Can China’s word be trusted—specifically its much-ballyhooed promise of billions of dollars of aid to and investment in the Philippines?
That question was asked lately by the Asia Times, which noted a development that appeared to have escaped general notice given the noise and fog of other issues besetting the administration: “Philippine President Rodrigo Duterte’s hometown of Davao City on the southern island of Mindanao is still waiting for China to fulfill its vow to provide billions of dollars of aid and investment under its ‘One Belt, One Road’ initiative,” it pointed out.
The promised outlays, made a year ago, include “US$9 billion in soft loans, including a US$3 billion credit line from the Bank of China, while economic deals including infrastructure investments would amount to about US$15 billion,” the report said, citing a Department of Finance study.
“Yet it remains unclear why Beijing has tarried in making actual outlays while other One Belt, One Road initiatives are steaming ahead in other Asian countries,” Asia Times noted. “Some analysts suggest Beijing may be withholding the funds until the bilateral relationship is more firmly consolidated, including in regard to unresolved territorial disputes in the South China Sea.”
If promises are made to be broken, it does appear that China is not above that practice in its relations with the Philippines. Before the rapprochement initiated by the Duterte administration, the Philippines’ fraught dealings with its giant neighbor over the latter’s sweeping claims in the South China Sea include many instances of doublespeak and underhanded behavior, notably its seizure of Scarborough Shoal in 2012 despite an agreement between the two countries to jointly withdraw from the area until a permanent agreement on the shoal’s ownership had been reached.
The Philippines complied, but China did not. It was only this year that Filipino fishers were able to return to the area, but now with Beijing’s assent as worked out by the Philippine government. In effect, the Philippines had acquiesced to a new reality: What was traditional fishing ground for generations of fishers from Zambales is now under another country’s control, and the Philippines is obliged to seek permission for its citizens to enter the area—or face the water cannons of the Chinese Coast Guard, as had happened to Filipino fishers in 2014 and 2015.
Despite the Philippines having won a decisive victory over China’s claims in the Permanent Court of Arbitration in The Hague, China has accelerated its seizure and land reclamation activities. Satellite images have confirmed China’s newly built military facilities on a number of islands in the waters, yet it continues to officially dismiss international protests over such aggressive actions.

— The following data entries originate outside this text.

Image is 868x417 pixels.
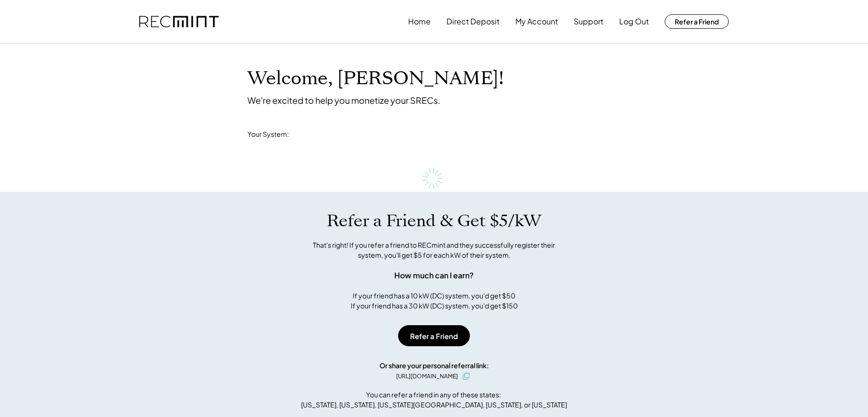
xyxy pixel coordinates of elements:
button: Direct Deposit [446,12,499,31]
div: We're excited to help you monetize your SRECs. [247,95,440,105]
button: Home [408,12,430,31]
img: recmint-logotype%403x.png [139,15,218,28]
button: Refer a Friend [398,326,469,347]
div: Your System: [247,129,289,139]
button: Log Out [619,12,649,31]
button: click to copy [460,371,471,382]
h1: Welcome, [PERSON_NAME]! [247,67,504,90]
div: You can refer a friend in any of these states: [US_STATE], [US_STATE], [US_STATE][GEOGRAPHIC_DATA... [301,390,567,410]
div: That's right! If you refer a friend to RECmint and they successfully register their system, you'l... [303,241,565,261]
div: How much can I earn? [394,270,473,282]
button: Refer a Friend [665,14,729,29]
div: Or share your personal referral link: [379,361,489,371]
div: [URL][DOMAIN_NAME] [396,372,458,381]
div: If your friend has a 10 kW (DC) system, you'd get $50 If your friend has a 30 kW (DC) system, you... [351,291,517,312]
button: Support [574,12,604,31]
button: My Account [515,12,558,31]
h1: Refer a Friend & Get $5/kW [327,211,541,231]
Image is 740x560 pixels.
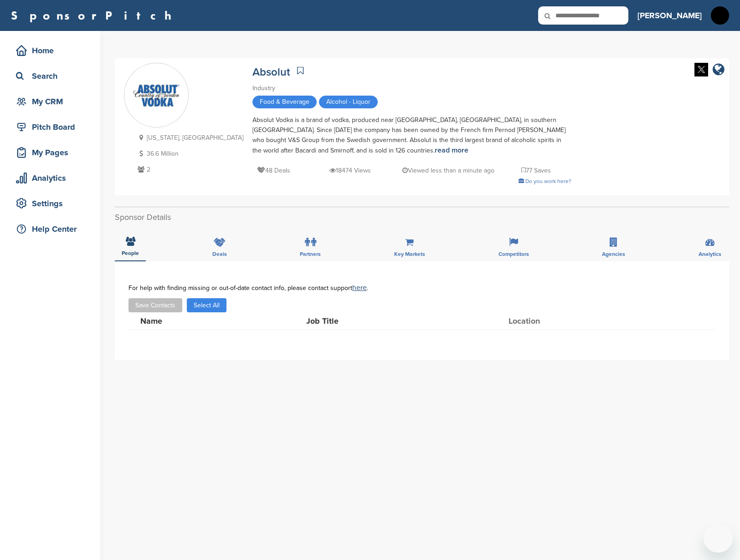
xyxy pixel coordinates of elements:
div: Analytics [13,170,91,186]
span: Deals [212,252,227,257]
a: My CRM [9,91,91,112]
div: My Pages [13,145,91,161]
a: SponsorPitch [11,10,177,22]
a: Absolut [252,66,290,79]
a: Home [9,40,91,61]
span: Alcohol - Liquor [319,96,378,108]
p: 18474 Views [330,165,371,176]
a: Do you work here? [518,178,571,184]
a: Analytics [9,168,91,189]
div: My CRM [13,94,91,110]
p: Viewed less than a minute ago [402,165,495,176]
a: read more [435,146,468,155]
span: Analytics [699,252,721,257]
button: Save Contacts [129,298,182,312]
div: Job Title [306,317,443,325]
p: 77 Saves [521,165,551,176]
h2: Sponsor Details [115,212,729,224]
a: [PERSON_NAME] [637,6,702,25]
a: Search [9,66,91,87]
p: 36.6 Million [135,148,243,159]
h3: [PERSON_NAME] [637,9,702,22]
span: Do you work here? [525,178,571,184]
a: Settings [9,193,91,214]
div: Search [13,68,91,84]
div: Absolut Vodka is a brand of vodka, produced near [GEOGRAPHIC_DATA], [GEOGRAPHIC_DATA], in souther... [252,115,571,155]
div: Pitch Board [13,119,91,135]
a: here [352,284,366,292]
span: Food & Beverage [252,96,317,108]
img: Twitter white [694,63,708,76]
div: Help Center [13,221,91,237]
div: Location [509,317,577,325]
span: Competitors [498,252,529,257]
span: Agencies [602,252,625,257]
p: 48 Deals [257,165,290,176]
a: Help Center [9,219,91,240]
div: Settings [13,196,91,212]
div: For help with finding missing or out-of-date contact info, please contact support . [129,284,715,291]
img: Sponsorpitch & Absolut [124,64,188,127]
iframe: Button to launch messaging window [704,524,732,553]
div: Name [140,317,240,325]
button: Select All [187,298,226,312]
a: company link [713,63,724,78]
span: Key Markets [394,252,425,257]
a: My Pages [9,142,91,163]
span: Partners [300,252,321,257]
span: People [122,250,139,256]
p: [US_STATE], [GEOGRAPHIC_DATA] [135,132,243,143]
p: 2 [135,164,243,175]
a: Pitch Board [9,117,91,138]
div: Industry [252,83,571,94]
div: Home [13,42,91,59]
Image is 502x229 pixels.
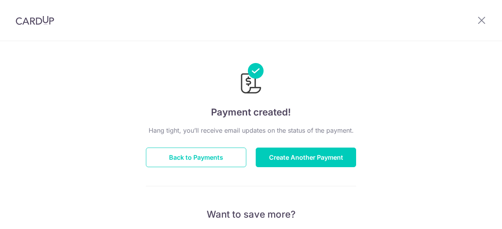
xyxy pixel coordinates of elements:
[146,208,356,221] p: Want to save more?
[238,63,263,96] img: Payments
[255,148,356,167] button: Create Another Payment
[146,148,246,167] button: Back to Payments
[451,206,494,225] iframe: Opens a widget where you can find more information
[146,126,356,135] p: Hang tight, you’ll receive email updates on the status of the payment.
[16,16,54,25] img: CardUp
[146,105,356,120] h4: Payment created!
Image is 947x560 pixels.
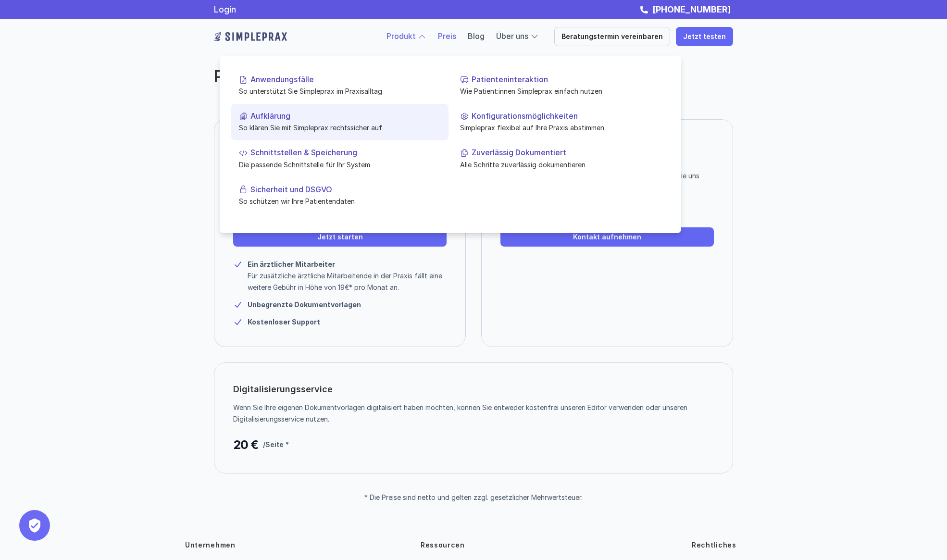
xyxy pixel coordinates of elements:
a: KonfigurationsmöglichkeitenSimpleprax flexibel auf Ihre Praxis abstimmen [452,103,670,141]
p: Anwendungsfälle [251,75,441,84]
p: So unterstützt Sie Simpleprax im Praxisalltag [239,86,441,96]
p: * Die Preise sind netto und gelten zzgl. gesetzlicher Mehrwertsteuer. [364,494,583,502]
strong: Unbegrenzte Dokumentvorlagen [247,300,361,309]
a: Preis [438,32,456,41]
a: [PHONE_NUMBER] [651,4,734,14]
a: Login [214,4,236,14]
strong: Kostenloser Support [247,318,320,325]
p: Jetzt testen [683,32,726,41]
strong: Ein ärztlicher Mitarbeiter [247,260,335,268]
a: Zuverlässig DokumentiertAlle Schritte zuverlässig dokumentieren [452,141,670,177]
a: AufklärungSo klären Sie mit Simpleprax rechtssicher auf [232,103,449,141]
p: Simpleprax flexibel auf Ihre Praxis abstimmen [460,122,662,133]
a: Über uns [496,32,529,41]
a: Sicherheit und DSGVOSo schützen wir Ihre Patientendaten [232,177,449,213]
p: Jetzt starten [318,233,363,241]
h2: Preis [214,67,575,85]
p: Rechtliches [692,540,737,550]
p: Wie Patient:innen Simpleprax einfach nutzen [460,86,662,96]
a: Kontakt aufnehmen [500,227,714,246]
p: So klären Sie mit Simpleprax rechtssicher auf [239,122,441,133]
p: Sicherheit und DSGVO [251,185,441,194]
a: PatienteninteraktionWie Patient:innen Simpleprax einfach nutzen [452,67,670,103]
p: Unternehmen [185,540,236,550]
p: Aufklärung [251,111,441,121]
p: Für zusätzliche ärztliche Mitarbeitende in der Praxis fällt eine weitere Gebühr in Höhe von 19€* ... [247,270,447,293]
p: Ressourcen [421,540,465,550]
p: Wenn Sie Ihre eigenen Dokumentvorlagen digitalisiert haben möchten, können Sie entweder kostenfre... [233,402,707,425]
a: Schnittstellen & SpeicherungDie passende Schnittstelle für Ihr System [232,141,449,177]
p: So schützen wir Ihre Patientendaten [239,196,441,206]
a: AnwendungsfälleSo unterstützt Sie Simpleprax im Praxisalltag [232,67,449,103]
p: Kontakt aufnehmen [573,233,642,241]
a: Jetzt testen [676,27,734,46]
p: Zuverlässig Dokumentiert [472,148,662,157]
p: Schnittstellen & Speicherung [251,148,441,157]
p: Patienteninteraktion [472,75,662,84]
a: Beratungstermin vereinbaren [554,27,670,46]
a: Produkt [387,32,416,41]
strong: [PHONE_NUMBER] [653,4,731,14]
p: 20 € [233,435,258,454]
a: Blog [468,32,485,41]
a: Jetzt starten [233,227,447,246]
p: Konfigurationsmöglichkeiten [472,111,662,121]
p: Beratungstermin vereinbaren [562,32,663,41]
p: Die passende Schnittstelle für Ihr System [239,159,441,169]
p: /Seite * [263,438,289,450]
p: Alle Schritte zuverlässig dokumentieren [460,159,662,169]
p: Digitalisierungsservice [233,381,333,397]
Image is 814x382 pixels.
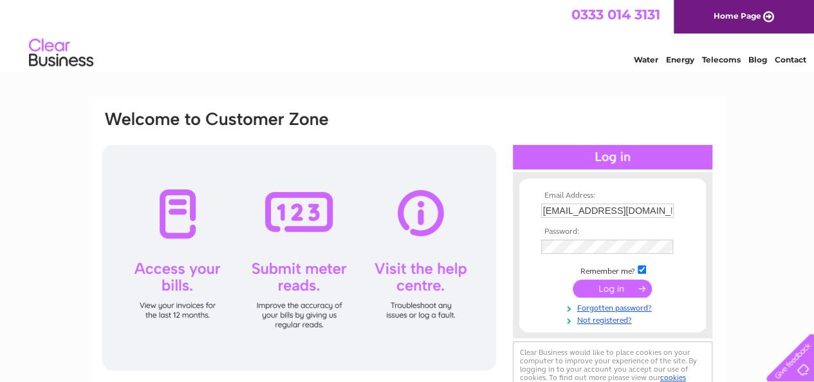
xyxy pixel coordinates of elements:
a: Not registered? [541,313,687,325]
th: Email Address: [538,191,687,200]
a: Water [634,55,658,64]
div: Clear Business is a trading name of Verastar Limited (registered in [GEOGRAPHIC_DATA] No. 3667643... [104,7,712,62]
a: Forgotten password? [541,301,687,313]
a: Blog [749,55,767,64]
td: Remember me? [538,263,687,276]
img: logo.png [28,33,94,73]
th: Password: [538,227,687,236]
a: 0333 014 3131 [572,6,660,23]
a: Telecoms [702,55,741,64]
a: Contact [775,55,807,64]
a: Energy [666,55,695,64]
input: Submit [573,279,652,297]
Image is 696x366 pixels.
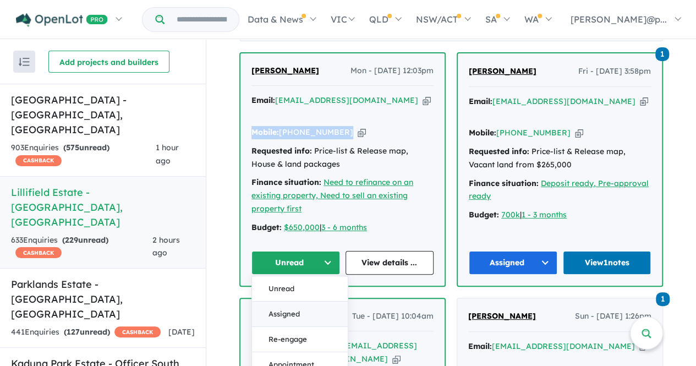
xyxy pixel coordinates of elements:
[469,66,537,76] span: [PERSON_NAME]
[423,95,431,106] button: Copy
[168,327,195,337] span: [DATE]
[497,128,571,138] a: [PHONE_NUMBER]
[15,247,62,258] span: CASHBACK
[11,185,195,230] h5: Lillifield Estate - [GEOGRAPHIC_DATA] , [GEOGRAPHIC_DATA]
[11,326,161,339] div: 441 Enquir ies
[575,310,652,323] span: Sun - [DATE] 1:26pm
[469,96,493,106] strong: Email:
[67,327,80,337] span: 127
[62,235,108,245] strong: ( unread)
[252,301,348,326] button: Assigned
[469,209,651,222] div: |
[284,222,320,232] a: $650,000
[16,13,108,27] img: Openlot PRO Logo White
[468,310,536,323] a: [PERSON_NAME]
[502,210,520,220] a: 700k
[656,292,670,306] span: 1
[656,46,669,61] a: 1
[156,143,179,166] span: 1 hour ago
[252,276,348,301] button: Unread
[11,92,195,137] h5: [GEOGRAPHIC_DATA] - [GEOGRAPHIC_DATA] , [GEOGRAPHIC_DATA]
[522,210,567,220] a: 1 - 3 months
[11,277,195,322] h5: Parklands Estate - [GEOGRAPHIC_DATA] , [GEOGRAPHIC_DATA]
[469,145,651,172] div: Price-list & Release map, Vacant land from $265,000
[252,222,282,232] strong: Budget:
[575,127,584,139] button: Copy
[469,146,530,156] strong: Requested info:
[19,58,30,66] img: sort.svg
[393,353,401,365] button: Copy
[252,177,413,214] a: Need to refinance on an existing property, Need to sell an existing property first
[468,341,492,351] strong: Email:
[279,127,353,137] a: [PHONE_NUMBER]
[352,310,434,323] span: Tue - [DATE] 10:04am
[563,251,652,275] a: View1notes
[64,327,110,337] strong: ( unread)
[48,51,170,73] button: Add projects and builders
[346,251,434,275] a: View details ...
[11,141,156,168] div: 903 Enquir ies
[468,311,536,321] span: [PERSON_NAME]
[640,96,649,107] button: Copy
[65,235,78,245] span: 229
[15,155,62,166] span: CASHBACK
[252,177,322,187] strong: Finance situation:
[252,127,279,137] strong: Mobile:
[152,235,180,258] span: 2 hours ago
[66,143,79,152] span: 575
[252,95,275,105] strong: Email:
[492,341,635,351] a: [EMAIL_ADDRESS][DOMAIN_NAME]
[493,96,636,106] a: [EMAIL_ADDRESS][DOMAIN_NAME]
[252,326,348,352] button: Re-engage
[656,47,669,61] span: 1
[571,14,667,25] span: [PERSON_NAME]@p...
[579,65,651,78] span: Fri - [DATE] 3:58pm
[358,127,366,138] button: Copy
[252,66,319,75] span: [PERSON_NAME]
[11,234,152,260] div: 633 Enquir ies
[275,95,418,105] a: [EMAIL_ADDRESS][DOMAIN_NAME]
[469,178,649,201] a: Deposit ready, Pre-approval ready
[351,64,434,78] span: Mon - [DATE] 12:03pm
[252,145,434,171] div: Price-list & Release map, House & land packages
[252,146,312,156] strong: Requested info:
[656,291,670,306] a: 1
[469,128,497,138] strong: Mobile:
[252,251,340,275] button: Unread
[469,178,539,188] strong: Finance situation:
[322,222,367,232] a: 3 - 6 months
[469,210,499,220] strong: Budget:
[115,326,161,337] span: CASHBACK
[167,8,237,31] input: Try estate name, suburb, builder or developer
[252,221,434,235] div: |
[469,65,537,78] a: [PERSON_NAME]
[63,143,110,152] strong: ( unread)
[469,251,558,275] button: Assigned
[252,64,319,78] a: [PERSON_NAME]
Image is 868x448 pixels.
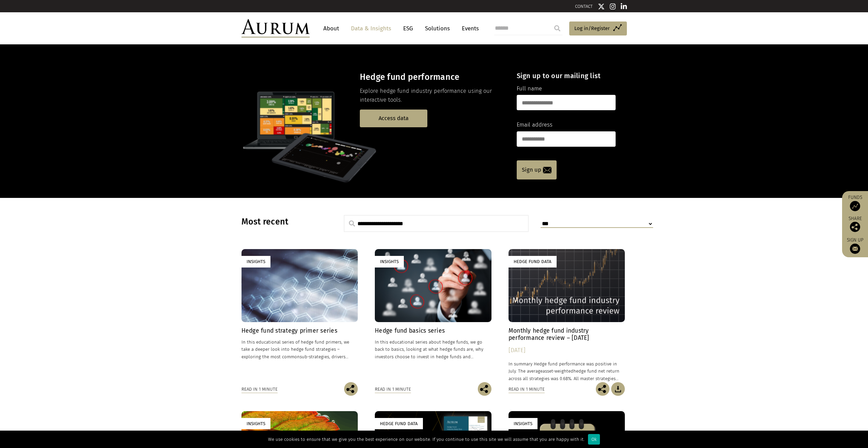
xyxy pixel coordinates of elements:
img: search.svg [349,221,355,227]
a: CONTACT [575,4,593,9]
a: Sign up [517,160,557,180]
img: Share this post [850,222,860,232]
img: email-icon [543,167,551,174]
label: Email address [517,121,553,129]
a: Insights Hedge fund basics series In this educational series about hedge funds, we go back to bas... [375,249,492,382]
div: Insights [241,256,271,267]
img: Download Article [611,382,625,396]
div: Read in 1 minute [375,386,411,393]
label: Full name [517,84,542,93]
span: sub-strategies [300,354,329,360]
a: ESG [400,22,417,35]
img: Sign up to our newsletter [850,244,860,254]
img: Twitter icon [598,3,605,10]
h4: Hedge fund basics series [375,327,492,335]
h4: Monthly hedge fund industry performance review – [DATE] [509,327,625,342]
a: Data & Insights [348,22,395,35]
div: Insights [509,418,538,430]
p: Explore hedge fund industry performance using our interactive tools. [360,86,505,105]
img: Instagram icon [610,3,616,10]
div: Insights [241,418,271,430]
a: Insights Hedge fund strategy primer series In this educational series of hedge fund primers, we t... [241,249,358,382]
div: Share [846,217,865,232]
div: Ok [588,434,600,445]
img: Access Funds [850,201,860,211]
a: Sign up [846,237,865,254]
a: Solutions [421,22,454,35]
img: Share this post [478,382,492,396]
img: Share this post [596,382,610,396]
a: Log in/Register [569,21,627,36]
span: Log in/Register [575,24,610,32]
img: Share this post [344,382,358,396]
h4: Sign up to our mailing list [517,72,616,80]
a: Funds [846,194,865,211]
input: Submit [551,21,564,35]
p: In summary Hedge fund performance was positive in July. The average hedge fund net return across ... [509,360,625,382]
div: Read in 1 minute [509,386,545,393]
h3: Hedge fund performance [360,72,505,82]
div: Hedge Fund Data [375,418,423,430]
a: Access data [360,110,427,127]
img: Linkedin icon [621,3,627,10]
p: In this educational series of hedge fund primers, we take a deeper look into hedge fund strategie... [241,339,358,360]
div: Hedge Fund Data [509,256,557,267]
h3: Most recent [241,217,327,227]
div: Insights [375,256,404,267]
a: Events [458,22,479,35]
span: asset-weighted [542,369,574,374]
div: [DATE] [509,346,625,356]
div: Read in 1 minute [241,386,278,393]
a: About [320,22,343,35]
h4: Hedge fund strategy primer series [241,327,358,335]
img: Aurum [241,19,310,38]
p: In this educational series about hedge funds, we go back to basics, looking at what hedge funds a... [375,339,492,360]
a: Hedge Fund Data Monthly hedge fund industry performance review – [DATE] [DATE] In summary Hedge f... [509,249,625,382]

And that inability to be transparent can be a problem: President Duterte, at this time, is only relying on what he claims is China’s promise to him “not to build anything” on Scarborough Shoal and Pag-asa Island in the Spratlys. No such formal agreement between the two governments, codified in writing, has been made public, nor has Beijing independently confirmed the veracity of the promise Mr. Duterte was allegedly able to extract from it. Even the arbitral ruling, as definitive as it is, has been rejected by Beijing. What would prevent it from eventually disavowing this so-called promise to Mr. Duterte when it suits it?
The coming Asean Summit in Manila presents another opportunity for the members of the 50-year-old regional bloc to insist that China tamp down its tension-building activities and begin to abide by the Asean-China Code of Conduct in the South China Sea. The framework of that agreement, adopted in August, pointedly took note of China’s continuing militarization of the area—a good, but only the first, step in finally standing up to a problem that threatens the security and stability of Southeast Asia.